Mentoring programme helps tackle substance misuse

Counselling sessionCRI has worked closely with East Sussex County Council’s Safer Communities Team and Brighton & Hove DAAT to develop a new peer mentoring programme. Volunteer mentors are supporting “recovering” drug-users through the challenges they face whilst accessing treatment.

Mentors complete a thorough 12-week accredited training course which equips them with the knowledge and skills to support their clients. Through one to one weekly sessions they offer information and advice about existing services, provide a listening ear, and can empathise with the difficulties being faced by clients. Both parties set targets which will help the mentee to achieve their overall goal. The positive role model they provide also inspires mentees, instilling the confidence that they too can achieve successful re-integration into society in much the same way as their mentor.

David, an ex service user, has just been matched with his first client. “When I first left treatment I really needed some support and structure in my life. I felt that I learned best from people who were a bit further along in their recovery. I really needed someone to come and tell me what was out there, what I could do.” Importantly David feels that becoming a mentor has enabled him to give something back to the service that supported him through his difficult times.

As people who have grappled with and overcome a drug addiction, mentors can offer clients something that a worker cannot provide. “I understand and know how hard addiction is,” says David. “It took me twelve times to finally achieve abstinence,” he says, “but we give them [mentees] encouragement by reminding them how far they have come - what they have already achieved, which can raise their confidence.”

Joe became a mentor after twenty years of addiction. “With the support of Eastbourne drug services I finally broke free and the relief that I felt was so overwhelming that I really wanted to help others to break free,” he said. “By becoming a mentor I knew I would be able to do that.”

Joe remembers that during his days of trying to overcome addiction he saw service providers as a hindrance. His ability to see things from the point of view of a user and a service provider enables him to help his clients with this misconception. “It is important for users to see service providers for what they are, that they are there to help and that these are generous people who have dedicated their whole life to helping others,” he says.

The mentoring programme has helped Joe and David to make the cross over from service user to service provider. They both now hope to pursue a career in support services. The training they completed to become a mentor has enabled them to enrol for the City and Guilds Community Justice Progression Award, which will aid them in becoming substance misuse workers.

“The programme works on two levels: primarily to provide a mentoring service to Eastbourne’s service users and, secondly, through providing pastoral and practical support and Open College Network accredited Mentoring Training, we hope to help mentors through the transition from service user to service provider, offering a real opportunity into employment, not just in drug services but in a variety of social care settings. In effect, we are growing and cultivating a future work force,” says Stewart Qureshi, Senior Project Worker and Peer Mentor Coordinator with CRI, Eastbourne. “It’s important to recognise the invaluable support people have given to the programme. The DAAT’s Strategy and Partnership officer, Health Development and CRI staff and volunteers have all had a role with the development of the programme,” added Stewart.

David speaks about how he has benefited from the two programmes: “Doing the mentoring and now working towards the Progression Award has built my self esteem. It has given me faith in myself that I am capable of achieving things.”

Mentors work with their clients for up to eight months helping them to break free from damaging patterns of behaviour. The whole process is self-perpetuating, with some mentees now aspiring to become mentors.

Mentoring is a big commitment, and is not for everyone. “We have to be non-judgemental, and be understanding but at the same time very straight with our clients” says David.

When Joe was receiving treatment for his addiction he found it hard to believe in himself, and thinks that a mentor could have helped him through his difficult times. “If I had seen someone face to face who could truly relate to what I had experienced it would have helped,” he says.

The chaotic nature of substance misuse means that not everyone matched with a mentor will go on to be drug free this time round. “People don’t just come in and get cured,” said David. “But the work people do with their mentor might just plant a seed in their mind that they don’t have to go back to the way things were before. A lot of the users have either forgotten or never known what life is like on the other side,” he said.

The mentoring programme has proved to be very popular and worthwhile, continually there is a list of clients using CRI’s services who are interested in being matched with a mentor.

 “All of the individuals involved have put in a great deal of work and have shown commitment and dedication to the project. peer mentors, and peer advocates, are a very effective way of making drug services more responsive to the needs of the client group. As well as providing an effective face-to-face service, peer mentors will be an invaluable resource, as service user consultants, in reviewing current services and planning future developments. We hope to be able to work with other agencies, both statutory and voluntary, to extend this service across Eastbourne, Wealden and Lewes,” says Jim Horton, CRI Eastbourne Services Manager.

“Drugs are a real problem in society,” says Joe. “But now we, the people who used to be part of that problem, are coming forward and helping to do something about it.”

“When people are in services their perception of society is twisted. We can help them see that we live in a world where people are trying to help. They can be helped if they allow themselves to be.”

Mentoring is just one of a series of initiatives being overseen by the Safer Communities Team in order to deliver the key aim of helping local people to feel safer.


[Work task]: Every line with "carbon" in it should be copied from the data.

[Listed records]:
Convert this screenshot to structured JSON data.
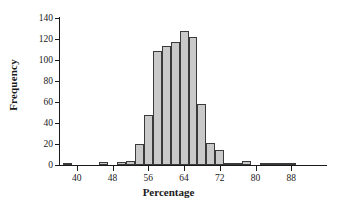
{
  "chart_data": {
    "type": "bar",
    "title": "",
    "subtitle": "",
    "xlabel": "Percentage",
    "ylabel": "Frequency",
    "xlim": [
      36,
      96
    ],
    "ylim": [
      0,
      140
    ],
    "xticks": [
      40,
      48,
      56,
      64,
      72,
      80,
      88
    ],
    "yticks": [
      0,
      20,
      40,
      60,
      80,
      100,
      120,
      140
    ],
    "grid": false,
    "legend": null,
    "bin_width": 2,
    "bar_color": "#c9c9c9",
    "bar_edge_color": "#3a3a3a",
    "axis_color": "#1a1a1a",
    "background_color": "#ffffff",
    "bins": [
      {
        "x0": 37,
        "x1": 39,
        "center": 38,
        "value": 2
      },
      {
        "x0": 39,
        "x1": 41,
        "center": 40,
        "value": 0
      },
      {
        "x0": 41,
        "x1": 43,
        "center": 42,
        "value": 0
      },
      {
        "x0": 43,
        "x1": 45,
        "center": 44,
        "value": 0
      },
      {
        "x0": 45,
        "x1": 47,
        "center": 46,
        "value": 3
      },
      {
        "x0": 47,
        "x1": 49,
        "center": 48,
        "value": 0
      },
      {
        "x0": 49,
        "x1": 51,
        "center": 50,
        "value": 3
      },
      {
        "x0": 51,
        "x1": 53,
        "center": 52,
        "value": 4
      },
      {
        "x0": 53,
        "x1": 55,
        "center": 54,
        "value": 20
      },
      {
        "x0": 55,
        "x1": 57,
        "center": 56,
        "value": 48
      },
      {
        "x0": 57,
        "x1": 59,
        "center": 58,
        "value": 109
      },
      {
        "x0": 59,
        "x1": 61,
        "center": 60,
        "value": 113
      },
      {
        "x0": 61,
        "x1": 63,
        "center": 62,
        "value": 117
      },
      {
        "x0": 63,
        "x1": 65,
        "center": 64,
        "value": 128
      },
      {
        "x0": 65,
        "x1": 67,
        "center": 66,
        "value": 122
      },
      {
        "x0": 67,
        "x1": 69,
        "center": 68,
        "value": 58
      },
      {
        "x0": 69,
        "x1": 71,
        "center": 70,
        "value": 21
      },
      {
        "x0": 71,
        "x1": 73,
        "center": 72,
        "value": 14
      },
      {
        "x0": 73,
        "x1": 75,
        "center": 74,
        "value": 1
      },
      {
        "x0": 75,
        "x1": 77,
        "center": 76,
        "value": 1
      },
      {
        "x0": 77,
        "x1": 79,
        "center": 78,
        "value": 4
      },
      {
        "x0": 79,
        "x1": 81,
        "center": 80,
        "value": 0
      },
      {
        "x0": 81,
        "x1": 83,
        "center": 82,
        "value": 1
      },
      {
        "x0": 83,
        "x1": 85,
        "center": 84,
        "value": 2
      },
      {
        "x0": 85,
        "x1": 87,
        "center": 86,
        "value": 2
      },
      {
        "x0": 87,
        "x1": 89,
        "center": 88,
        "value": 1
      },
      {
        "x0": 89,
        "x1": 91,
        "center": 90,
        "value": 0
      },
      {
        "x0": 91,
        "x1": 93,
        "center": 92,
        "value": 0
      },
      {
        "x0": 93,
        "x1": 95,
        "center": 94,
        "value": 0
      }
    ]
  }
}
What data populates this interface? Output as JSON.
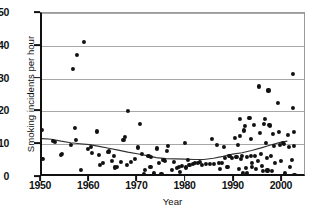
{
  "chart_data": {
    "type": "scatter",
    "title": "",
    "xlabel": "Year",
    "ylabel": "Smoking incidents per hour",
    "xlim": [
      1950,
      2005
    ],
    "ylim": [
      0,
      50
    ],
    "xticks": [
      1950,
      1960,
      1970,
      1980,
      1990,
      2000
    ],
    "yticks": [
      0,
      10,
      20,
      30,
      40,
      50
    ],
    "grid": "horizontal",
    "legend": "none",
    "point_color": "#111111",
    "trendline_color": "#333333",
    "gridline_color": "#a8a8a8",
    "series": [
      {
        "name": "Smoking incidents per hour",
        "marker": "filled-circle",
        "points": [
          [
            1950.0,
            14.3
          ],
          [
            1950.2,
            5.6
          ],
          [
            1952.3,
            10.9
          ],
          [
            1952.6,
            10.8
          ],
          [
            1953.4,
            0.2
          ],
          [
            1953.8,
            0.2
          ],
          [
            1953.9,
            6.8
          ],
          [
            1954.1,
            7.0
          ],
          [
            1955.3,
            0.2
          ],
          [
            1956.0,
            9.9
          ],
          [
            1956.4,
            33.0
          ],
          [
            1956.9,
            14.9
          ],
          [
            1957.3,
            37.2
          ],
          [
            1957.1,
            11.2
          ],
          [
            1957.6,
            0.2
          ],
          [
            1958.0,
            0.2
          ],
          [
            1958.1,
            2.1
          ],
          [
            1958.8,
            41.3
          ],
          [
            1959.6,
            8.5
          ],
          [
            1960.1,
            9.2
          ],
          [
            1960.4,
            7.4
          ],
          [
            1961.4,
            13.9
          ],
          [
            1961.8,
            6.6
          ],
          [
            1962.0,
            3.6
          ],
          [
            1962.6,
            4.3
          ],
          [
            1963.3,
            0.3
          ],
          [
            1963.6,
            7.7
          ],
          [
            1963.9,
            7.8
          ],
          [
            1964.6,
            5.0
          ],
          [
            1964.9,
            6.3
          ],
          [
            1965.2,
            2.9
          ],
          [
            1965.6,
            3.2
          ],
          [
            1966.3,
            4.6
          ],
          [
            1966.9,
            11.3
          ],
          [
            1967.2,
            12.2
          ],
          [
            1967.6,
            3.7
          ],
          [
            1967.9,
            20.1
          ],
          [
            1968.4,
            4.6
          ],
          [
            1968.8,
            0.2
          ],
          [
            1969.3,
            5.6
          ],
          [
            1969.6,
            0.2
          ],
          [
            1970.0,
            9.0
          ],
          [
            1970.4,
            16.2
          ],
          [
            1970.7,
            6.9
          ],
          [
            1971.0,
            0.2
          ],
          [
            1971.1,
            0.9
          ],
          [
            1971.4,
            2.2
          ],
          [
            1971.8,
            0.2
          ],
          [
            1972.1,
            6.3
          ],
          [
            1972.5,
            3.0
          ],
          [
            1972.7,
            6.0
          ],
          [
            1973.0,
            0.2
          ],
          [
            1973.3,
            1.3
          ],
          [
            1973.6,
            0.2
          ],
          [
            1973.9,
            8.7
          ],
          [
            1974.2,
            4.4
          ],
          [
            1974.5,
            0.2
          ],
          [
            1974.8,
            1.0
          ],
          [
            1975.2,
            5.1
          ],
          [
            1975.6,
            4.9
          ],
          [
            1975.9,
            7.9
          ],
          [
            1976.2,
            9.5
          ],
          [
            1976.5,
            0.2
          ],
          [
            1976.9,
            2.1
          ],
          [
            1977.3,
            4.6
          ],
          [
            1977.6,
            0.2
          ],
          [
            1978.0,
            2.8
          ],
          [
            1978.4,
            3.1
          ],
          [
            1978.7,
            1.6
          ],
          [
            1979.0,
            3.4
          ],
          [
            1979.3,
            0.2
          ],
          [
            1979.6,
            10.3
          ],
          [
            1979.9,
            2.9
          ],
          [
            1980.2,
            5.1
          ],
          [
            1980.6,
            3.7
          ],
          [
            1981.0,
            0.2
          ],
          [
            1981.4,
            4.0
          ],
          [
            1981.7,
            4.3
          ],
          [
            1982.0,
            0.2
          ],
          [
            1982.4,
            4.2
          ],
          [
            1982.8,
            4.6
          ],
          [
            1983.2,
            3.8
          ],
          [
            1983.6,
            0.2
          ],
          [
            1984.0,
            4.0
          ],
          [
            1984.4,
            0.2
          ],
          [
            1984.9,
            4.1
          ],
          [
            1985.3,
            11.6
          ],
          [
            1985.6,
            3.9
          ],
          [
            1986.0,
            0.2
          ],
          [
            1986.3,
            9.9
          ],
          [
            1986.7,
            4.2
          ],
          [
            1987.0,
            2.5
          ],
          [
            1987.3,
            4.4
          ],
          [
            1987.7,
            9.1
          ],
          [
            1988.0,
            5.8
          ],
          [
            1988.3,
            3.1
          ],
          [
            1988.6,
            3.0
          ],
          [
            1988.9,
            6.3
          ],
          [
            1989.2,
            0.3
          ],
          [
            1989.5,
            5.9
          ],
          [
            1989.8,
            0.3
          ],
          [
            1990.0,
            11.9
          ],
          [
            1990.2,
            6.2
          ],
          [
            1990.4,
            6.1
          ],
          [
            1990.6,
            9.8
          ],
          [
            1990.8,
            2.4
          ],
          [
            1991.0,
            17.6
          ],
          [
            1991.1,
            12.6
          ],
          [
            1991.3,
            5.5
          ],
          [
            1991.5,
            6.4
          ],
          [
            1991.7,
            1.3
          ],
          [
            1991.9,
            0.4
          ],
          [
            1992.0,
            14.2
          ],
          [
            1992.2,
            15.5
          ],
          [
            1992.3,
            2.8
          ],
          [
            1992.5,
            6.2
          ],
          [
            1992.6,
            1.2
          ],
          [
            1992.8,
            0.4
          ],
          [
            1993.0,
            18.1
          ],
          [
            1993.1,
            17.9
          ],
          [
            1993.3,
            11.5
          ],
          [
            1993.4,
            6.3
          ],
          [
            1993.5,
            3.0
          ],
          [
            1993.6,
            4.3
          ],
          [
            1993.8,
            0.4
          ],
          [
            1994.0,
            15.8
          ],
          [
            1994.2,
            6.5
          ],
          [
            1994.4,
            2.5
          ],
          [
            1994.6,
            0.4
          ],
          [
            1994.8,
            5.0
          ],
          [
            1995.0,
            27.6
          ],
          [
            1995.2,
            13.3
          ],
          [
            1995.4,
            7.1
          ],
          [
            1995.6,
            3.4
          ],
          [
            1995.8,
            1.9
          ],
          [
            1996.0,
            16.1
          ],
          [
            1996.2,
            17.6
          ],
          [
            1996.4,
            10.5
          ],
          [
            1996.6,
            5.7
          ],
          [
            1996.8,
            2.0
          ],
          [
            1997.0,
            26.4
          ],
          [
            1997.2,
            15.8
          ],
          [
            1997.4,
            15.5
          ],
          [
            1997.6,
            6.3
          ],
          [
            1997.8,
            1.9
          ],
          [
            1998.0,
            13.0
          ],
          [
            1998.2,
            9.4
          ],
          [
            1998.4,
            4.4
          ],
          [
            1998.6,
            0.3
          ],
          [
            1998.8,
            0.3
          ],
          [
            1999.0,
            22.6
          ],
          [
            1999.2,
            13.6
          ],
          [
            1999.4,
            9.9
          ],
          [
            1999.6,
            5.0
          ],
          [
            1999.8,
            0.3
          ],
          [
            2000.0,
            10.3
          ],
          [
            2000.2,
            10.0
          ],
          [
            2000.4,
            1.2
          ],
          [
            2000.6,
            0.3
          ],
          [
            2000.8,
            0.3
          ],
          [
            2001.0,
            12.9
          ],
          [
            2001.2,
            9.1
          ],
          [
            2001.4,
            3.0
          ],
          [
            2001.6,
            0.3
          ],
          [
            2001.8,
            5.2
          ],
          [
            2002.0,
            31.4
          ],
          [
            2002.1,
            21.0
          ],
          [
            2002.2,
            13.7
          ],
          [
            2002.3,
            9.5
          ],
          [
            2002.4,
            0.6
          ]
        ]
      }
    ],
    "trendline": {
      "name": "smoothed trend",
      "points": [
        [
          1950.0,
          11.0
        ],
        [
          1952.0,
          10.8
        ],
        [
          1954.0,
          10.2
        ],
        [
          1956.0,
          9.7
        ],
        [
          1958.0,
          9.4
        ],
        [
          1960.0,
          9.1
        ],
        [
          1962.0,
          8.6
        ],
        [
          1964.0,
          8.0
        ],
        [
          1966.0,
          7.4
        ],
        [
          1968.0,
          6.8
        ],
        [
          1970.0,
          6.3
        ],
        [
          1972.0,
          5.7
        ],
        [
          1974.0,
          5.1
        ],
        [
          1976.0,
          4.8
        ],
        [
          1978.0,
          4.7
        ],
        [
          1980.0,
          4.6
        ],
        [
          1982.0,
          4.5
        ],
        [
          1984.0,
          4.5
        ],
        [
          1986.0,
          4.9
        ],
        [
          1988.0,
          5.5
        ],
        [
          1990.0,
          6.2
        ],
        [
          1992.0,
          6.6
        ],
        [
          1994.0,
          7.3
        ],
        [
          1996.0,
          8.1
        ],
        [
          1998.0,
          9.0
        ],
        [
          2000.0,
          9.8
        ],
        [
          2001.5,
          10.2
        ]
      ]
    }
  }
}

* * *

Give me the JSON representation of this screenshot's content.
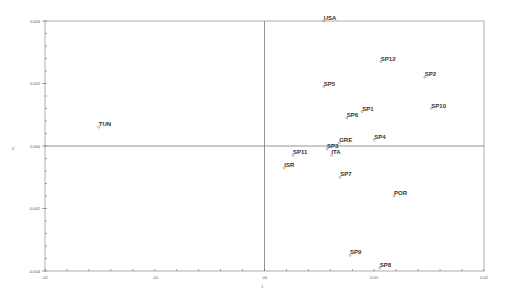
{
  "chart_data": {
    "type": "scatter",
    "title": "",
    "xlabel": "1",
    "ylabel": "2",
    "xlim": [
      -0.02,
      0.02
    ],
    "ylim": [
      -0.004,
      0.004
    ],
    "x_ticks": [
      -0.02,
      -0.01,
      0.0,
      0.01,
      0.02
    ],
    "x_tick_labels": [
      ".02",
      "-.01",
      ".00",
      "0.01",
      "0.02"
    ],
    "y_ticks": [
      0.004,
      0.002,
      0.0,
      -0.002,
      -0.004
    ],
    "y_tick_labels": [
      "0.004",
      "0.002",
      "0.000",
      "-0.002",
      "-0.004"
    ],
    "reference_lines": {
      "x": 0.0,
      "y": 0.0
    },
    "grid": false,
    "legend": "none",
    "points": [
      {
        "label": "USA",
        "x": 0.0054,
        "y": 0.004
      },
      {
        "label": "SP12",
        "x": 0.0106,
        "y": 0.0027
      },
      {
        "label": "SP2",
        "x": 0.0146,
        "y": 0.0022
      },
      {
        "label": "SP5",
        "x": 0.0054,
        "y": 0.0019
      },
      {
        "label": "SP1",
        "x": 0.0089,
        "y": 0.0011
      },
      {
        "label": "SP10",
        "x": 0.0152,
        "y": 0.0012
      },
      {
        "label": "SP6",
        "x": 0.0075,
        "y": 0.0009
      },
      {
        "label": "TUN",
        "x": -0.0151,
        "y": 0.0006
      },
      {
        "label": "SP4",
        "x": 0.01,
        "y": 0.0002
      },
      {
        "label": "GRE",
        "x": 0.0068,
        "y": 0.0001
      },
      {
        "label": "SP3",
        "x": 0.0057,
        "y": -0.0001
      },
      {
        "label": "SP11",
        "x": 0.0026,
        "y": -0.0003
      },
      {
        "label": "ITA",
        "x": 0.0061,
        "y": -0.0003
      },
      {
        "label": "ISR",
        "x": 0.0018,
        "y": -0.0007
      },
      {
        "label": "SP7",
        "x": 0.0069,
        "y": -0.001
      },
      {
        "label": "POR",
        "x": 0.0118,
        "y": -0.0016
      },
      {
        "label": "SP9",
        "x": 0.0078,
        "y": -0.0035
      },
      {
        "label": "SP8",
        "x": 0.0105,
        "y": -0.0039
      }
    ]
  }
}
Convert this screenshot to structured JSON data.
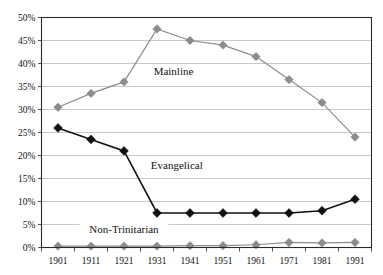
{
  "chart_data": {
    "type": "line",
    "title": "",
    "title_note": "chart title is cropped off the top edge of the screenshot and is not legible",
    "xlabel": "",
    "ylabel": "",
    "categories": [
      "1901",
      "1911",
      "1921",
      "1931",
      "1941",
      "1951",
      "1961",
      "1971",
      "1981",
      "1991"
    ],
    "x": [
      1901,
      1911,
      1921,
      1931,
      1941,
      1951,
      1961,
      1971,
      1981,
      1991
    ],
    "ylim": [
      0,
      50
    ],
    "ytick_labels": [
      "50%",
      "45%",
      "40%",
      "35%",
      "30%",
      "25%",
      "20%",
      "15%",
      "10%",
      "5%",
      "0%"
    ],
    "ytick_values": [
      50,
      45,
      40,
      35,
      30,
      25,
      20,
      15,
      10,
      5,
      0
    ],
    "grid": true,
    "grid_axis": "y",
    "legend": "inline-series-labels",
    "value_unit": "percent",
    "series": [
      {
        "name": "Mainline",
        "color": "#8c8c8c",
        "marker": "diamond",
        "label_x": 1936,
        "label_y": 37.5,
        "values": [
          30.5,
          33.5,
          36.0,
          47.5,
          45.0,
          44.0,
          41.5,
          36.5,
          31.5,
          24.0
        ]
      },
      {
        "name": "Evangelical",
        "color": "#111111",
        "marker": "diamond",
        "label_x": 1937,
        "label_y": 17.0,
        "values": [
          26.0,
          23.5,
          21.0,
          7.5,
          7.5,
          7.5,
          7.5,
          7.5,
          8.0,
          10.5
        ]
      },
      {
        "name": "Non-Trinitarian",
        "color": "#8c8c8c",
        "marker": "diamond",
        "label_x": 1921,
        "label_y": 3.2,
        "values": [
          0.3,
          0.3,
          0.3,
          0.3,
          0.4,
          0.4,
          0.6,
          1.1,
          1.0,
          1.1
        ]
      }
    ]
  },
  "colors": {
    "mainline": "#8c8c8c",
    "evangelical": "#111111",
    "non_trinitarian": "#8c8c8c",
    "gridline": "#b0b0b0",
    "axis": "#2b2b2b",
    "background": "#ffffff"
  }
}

* * *

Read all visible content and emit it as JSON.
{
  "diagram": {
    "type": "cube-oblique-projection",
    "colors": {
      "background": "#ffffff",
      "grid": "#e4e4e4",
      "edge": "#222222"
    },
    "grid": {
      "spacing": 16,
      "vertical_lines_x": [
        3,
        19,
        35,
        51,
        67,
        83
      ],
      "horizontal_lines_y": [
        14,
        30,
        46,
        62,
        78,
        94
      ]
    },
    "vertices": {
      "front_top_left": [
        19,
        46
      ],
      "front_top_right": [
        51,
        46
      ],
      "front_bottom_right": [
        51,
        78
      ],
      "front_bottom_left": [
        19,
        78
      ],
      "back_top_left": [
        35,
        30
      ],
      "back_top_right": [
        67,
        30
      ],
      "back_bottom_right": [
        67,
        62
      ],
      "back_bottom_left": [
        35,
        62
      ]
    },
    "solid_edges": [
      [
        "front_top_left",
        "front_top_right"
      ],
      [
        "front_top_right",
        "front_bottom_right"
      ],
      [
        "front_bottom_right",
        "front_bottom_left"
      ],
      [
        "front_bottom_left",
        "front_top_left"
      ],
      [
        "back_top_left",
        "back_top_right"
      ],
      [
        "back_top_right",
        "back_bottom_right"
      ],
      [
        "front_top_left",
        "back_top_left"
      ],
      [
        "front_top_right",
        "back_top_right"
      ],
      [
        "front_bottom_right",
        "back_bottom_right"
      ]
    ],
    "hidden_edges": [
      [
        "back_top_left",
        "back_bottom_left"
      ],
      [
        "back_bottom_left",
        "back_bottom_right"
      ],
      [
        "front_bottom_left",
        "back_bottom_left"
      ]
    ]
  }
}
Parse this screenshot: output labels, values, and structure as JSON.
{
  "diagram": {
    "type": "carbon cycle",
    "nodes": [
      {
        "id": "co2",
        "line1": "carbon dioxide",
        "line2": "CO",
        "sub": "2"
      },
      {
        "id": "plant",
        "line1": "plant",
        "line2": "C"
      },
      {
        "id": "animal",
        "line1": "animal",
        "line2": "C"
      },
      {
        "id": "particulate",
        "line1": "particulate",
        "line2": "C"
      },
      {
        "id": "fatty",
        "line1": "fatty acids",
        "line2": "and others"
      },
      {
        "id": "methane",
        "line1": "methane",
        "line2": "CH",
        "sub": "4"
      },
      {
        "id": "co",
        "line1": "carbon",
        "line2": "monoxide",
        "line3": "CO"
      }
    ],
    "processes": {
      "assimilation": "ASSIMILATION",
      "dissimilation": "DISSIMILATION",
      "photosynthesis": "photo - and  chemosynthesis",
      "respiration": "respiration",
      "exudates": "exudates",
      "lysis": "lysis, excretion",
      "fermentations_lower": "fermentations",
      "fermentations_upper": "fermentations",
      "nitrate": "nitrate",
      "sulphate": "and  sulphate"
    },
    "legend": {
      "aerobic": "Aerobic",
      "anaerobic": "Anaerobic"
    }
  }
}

[Task output]:
    "type": "carbon cycle",
        "line1": "carbon dioxide",
        "line1": "carbon",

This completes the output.